Ex-Democrat Joe Lieberman is so excited about the plan that he's chairing the committee. He echoes the Obama administration's argument that its $56 million price tag will be "well worth the benefit that will accrue in recruiting and retaining the best people to serve as federal employees." It isn't surprising that some Republicans oppose the idea, although the reasons they cite are somewhat suspect. I mean, when was the last time you saw them complain that a "measure discriminates against unmarried heterosexual partners"?

My feelings about the new White House strategy are mixed. Ultimately, I'll support almost any plan that furthers gay rights. And, as a 20-something, I'm proud that my generation is pushing government progress on these issues. Yet it's also disappointing if it's true that the Obama administration is boosting the bill mainly as a means to attract smart, progressive young people and not because it's the right thing to do, period. It shouldn't have to be the means to some other end. But then, this kind of wishy-washy, instrumentalist support isn't exactly surprising from a president who has failed to deliver on so many gay-rights campaign promises. Just last Saturday he promised the Human Rights Campaign he'd end "don't ask, don't tell" ... shortly before reports revealed that the White House may still view the throngs of protesters at Sunday's National Equality March as the "Internet left fringe."

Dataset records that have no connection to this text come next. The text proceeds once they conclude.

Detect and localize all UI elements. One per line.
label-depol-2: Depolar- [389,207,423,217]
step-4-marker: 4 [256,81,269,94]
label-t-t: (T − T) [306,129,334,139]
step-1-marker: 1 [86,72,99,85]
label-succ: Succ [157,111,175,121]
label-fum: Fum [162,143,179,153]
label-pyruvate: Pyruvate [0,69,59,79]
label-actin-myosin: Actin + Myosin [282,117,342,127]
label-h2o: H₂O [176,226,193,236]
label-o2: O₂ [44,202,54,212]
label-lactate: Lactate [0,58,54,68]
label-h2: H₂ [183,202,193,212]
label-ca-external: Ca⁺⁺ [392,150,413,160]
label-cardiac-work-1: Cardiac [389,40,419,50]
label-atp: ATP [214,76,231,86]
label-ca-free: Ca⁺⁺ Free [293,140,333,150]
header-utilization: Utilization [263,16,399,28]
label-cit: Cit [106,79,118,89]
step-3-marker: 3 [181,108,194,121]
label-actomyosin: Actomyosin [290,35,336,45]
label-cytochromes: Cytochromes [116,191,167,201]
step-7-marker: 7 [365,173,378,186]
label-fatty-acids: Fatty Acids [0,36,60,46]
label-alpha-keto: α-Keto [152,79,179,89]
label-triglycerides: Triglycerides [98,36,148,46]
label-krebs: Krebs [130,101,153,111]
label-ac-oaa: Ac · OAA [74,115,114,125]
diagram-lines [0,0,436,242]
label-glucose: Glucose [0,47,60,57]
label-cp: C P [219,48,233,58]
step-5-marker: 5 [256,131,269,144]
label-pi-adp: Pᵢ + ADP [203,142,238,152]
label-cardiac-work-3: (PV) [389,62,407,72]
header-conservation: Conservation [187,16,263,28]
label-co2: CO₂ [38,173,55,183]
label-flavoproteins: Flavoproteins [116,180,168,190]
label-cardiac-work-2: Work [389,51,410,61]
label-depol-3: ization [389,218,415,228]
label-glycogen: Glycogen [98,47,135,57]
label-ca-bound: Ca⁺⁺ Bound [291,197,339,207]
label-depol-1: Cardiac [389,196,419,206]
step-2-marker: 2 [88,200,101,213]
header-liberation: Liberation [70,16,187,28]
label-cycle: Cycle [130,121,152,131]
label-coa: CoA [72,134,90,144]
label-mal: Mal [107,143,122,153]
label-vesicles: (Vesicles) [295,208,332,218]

We're here! We're queer! We love Lady Gaga!

On the ground at the National Equality March Video

As dawn was breaking in Brooklyn, N.Y., on Sunday morning, three very sleepy friends and I crammed ourselves into a small, banged-up Honda, cranked on the acoustic lesbian folk music and began the lengthy drive to Washington, D.C., to be gay. The National Equality March, meant to draw attention to marriage equality and "don't ask, don't tell" -- and demand changes from the Obama administration -- was going to be the first gay march on the Capitol since 2000. While none of my trip companions (or I) are particularly energized by the gay marriage cause -- given our long-standing, uh, skepticism of the institution -- we still wanted to seize what might be our last chance ever to attend a large-scale gay rally in D.C.

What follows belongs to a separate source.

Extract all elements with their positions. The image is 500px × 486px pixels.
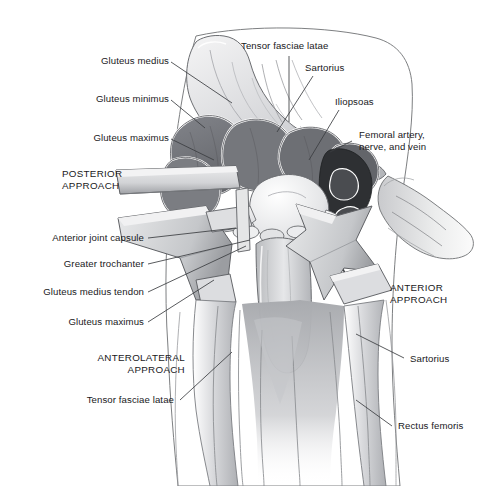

Four hours and 12 gas station tacos later, we walked into the march route on 12st and Pennsylvania Avenue to discover a much larger, and more diverse, crowd than we'd expected. Numbering somewhere in the tens of thousands (though the organizers' estimate of 150,000 attendees seems a bit overenthusiastic), the marchers were a healthy mix of male, female, gay and straight. Some were noisy (one student group dramatically threatened "Civil rights or civil war"), but most were sedate, and some had dogs or strollers. The outrageous displays that characterize gay pride marches were nowhere to be seen (aside from "Mr. DC Bear" carrying a bear flag, and a group holding a "sodomize conformity" sign). What seemed most noteworthy to us was the relative age of the marchers -- which included a disproportionate number of 20-somethings, teens and young children.

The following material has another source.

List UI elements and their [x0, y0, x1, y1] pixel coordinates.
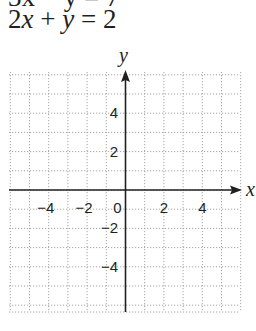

By 2 p.m., the crowd had spread itself out on the lawn next to the Capitol, and the atmosphere was more like a large park gathering than a political rally. Groups of young men and women hung around on the grass and chatted, and others walked around cruising each other, many shirtless, while sporadically applauding the speakers. Cynthia Nixon and Judy Shepard all gave impassioned speeches, but the warmest reception of the day was reserved for Lady Gaga, who appeared about one hour into the rally wearing a large blond wig. When her name was announced, the crowd suddenly ran up to get a closer look, with their iPhones in the air, cheering every time she finished a sentence. It was a combination of endearing and cringe-worthy -- but it also led to my biggest moment of solidarity.

We may not all want to get married, or join the military, but it's hard not to be moved when you're standing on the lawn of the Capitol, a bewigged pop star takes the stage -- and as you look over to the pink-haired gay teenager standing next to you, you both instinctively roll your eyes.